H2O AutoML uses H2O algos (like RF, GBM) from below, so if you cannot get good models there, you will experience the same problems using AutoML. I'm not sure what I would call this refit - especially since your models do not succeed in predicting emissions.
My recommendation is to register your response variable - this is a useful thing when you make a skewed reaction. In the future, H2O AutoML will try to automatically detect a distorted answer and take a log, but this is not a function of the current version (H2O 3.16. *).
Here is a little more detail if you are not familiar with this process. First create a new column, for example. log_response , as follows and use this as an answer when learning (in RF, GBM or AutoML):
train[,"log_response"] <- h2o.log(train[,response])
Cautions. If you have zeros in the answer, you should use h2o.log1p() . Do not include the original answer in your predictors. In your case, you do not need to change anything, because you already explicitly specify predictors using the vector predictors .
Keep in mind that when you record a response, your predictions and model metrics will appear in the log scale. Therefore, if you need to convert your forecasts back to a normal scale, for example:
model <- h2o.randomForest(x = predictors, y = "log_response", training_frame = train, valid = valid) log_pred <- h2o.predict(model, test) pred <- h2o.exp(log_pred)
This gives you predictions, but if you also want to see metrics, you will have to calculate those that use the h2o.make_metrics() function using new ancestors, rather than retrieving metrics from the model.
perf <- h2o.make_metrics(predicted = pred, actual = test[,response]) h2o.mse(perf)
You can try this using RF, as I showed above, or GBM, or with AutoML (which should provide better performance than RF or GBM alone).
Hope this helps improve the performance of your models!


**What you are asked to do:**
Only the text belongs in the answer: every line of the records below, transcribed exactly.

Start of Input records

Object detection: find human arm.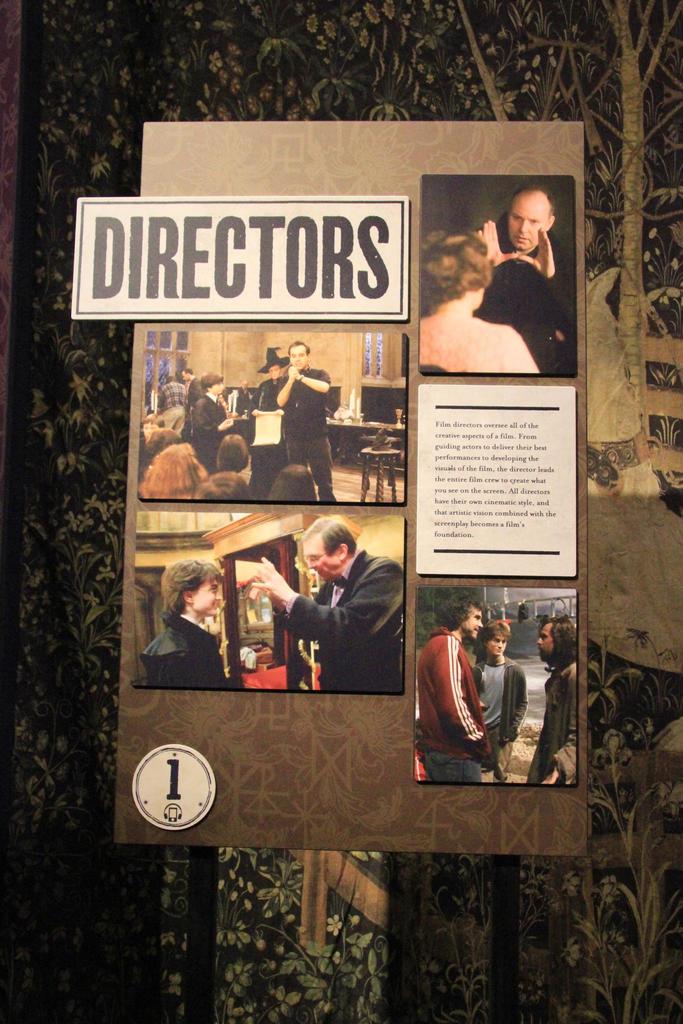
(436, 640, 493, 764).
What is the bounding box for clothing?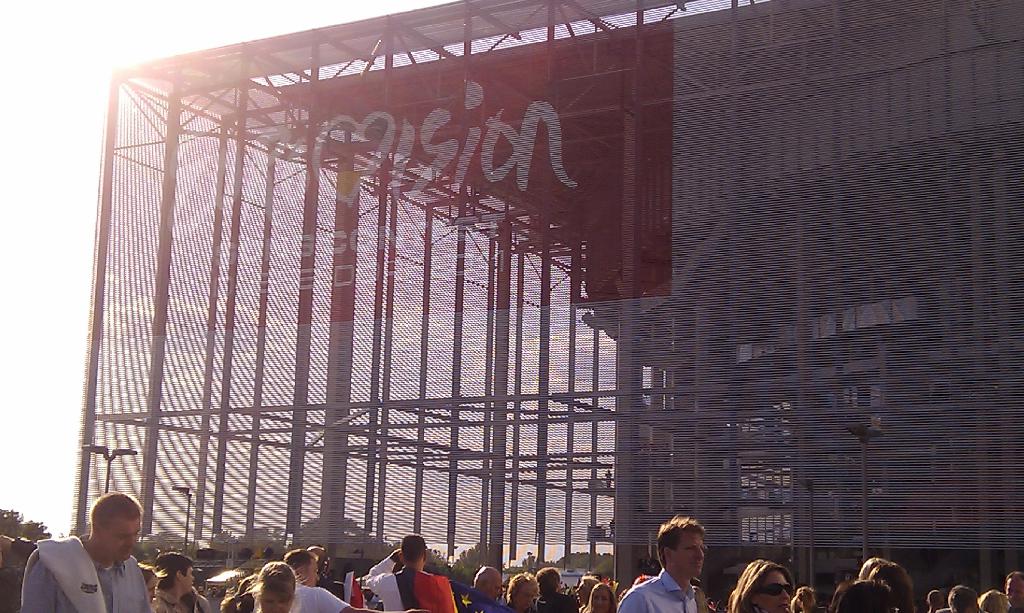
bbox=(0, 563, 22, 610).
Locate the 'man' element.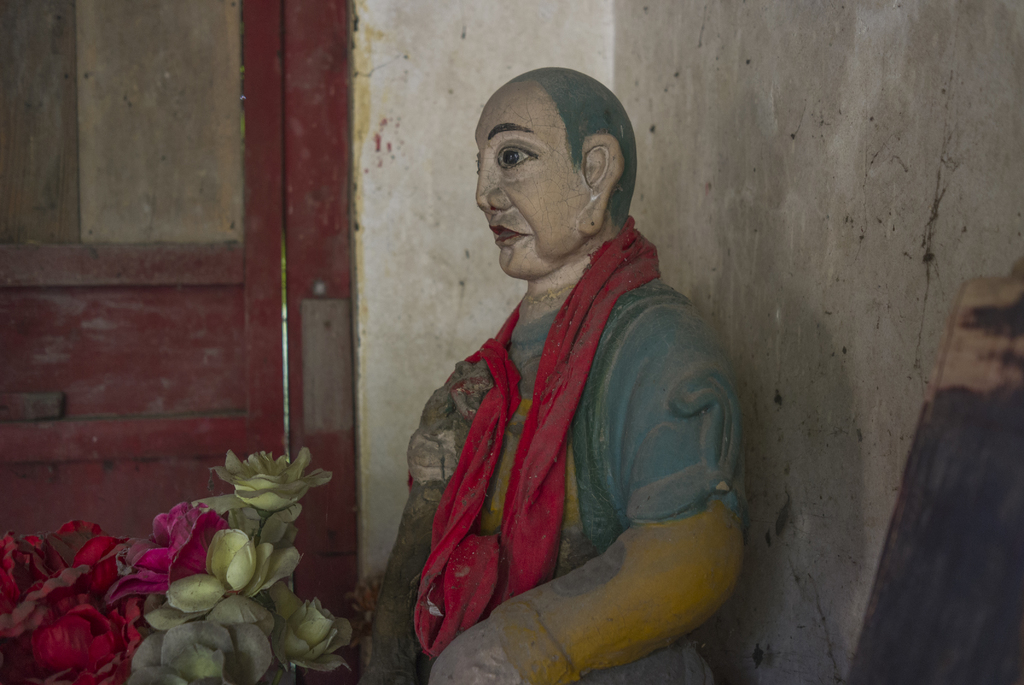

End of Input records

**Answer to this problem:**
Object detection: find human arm.
(436, 640, 493, 764).
What is the bounding box for clothing?
bbox=(0, 563, 22, 610).
Locate the 'man' element.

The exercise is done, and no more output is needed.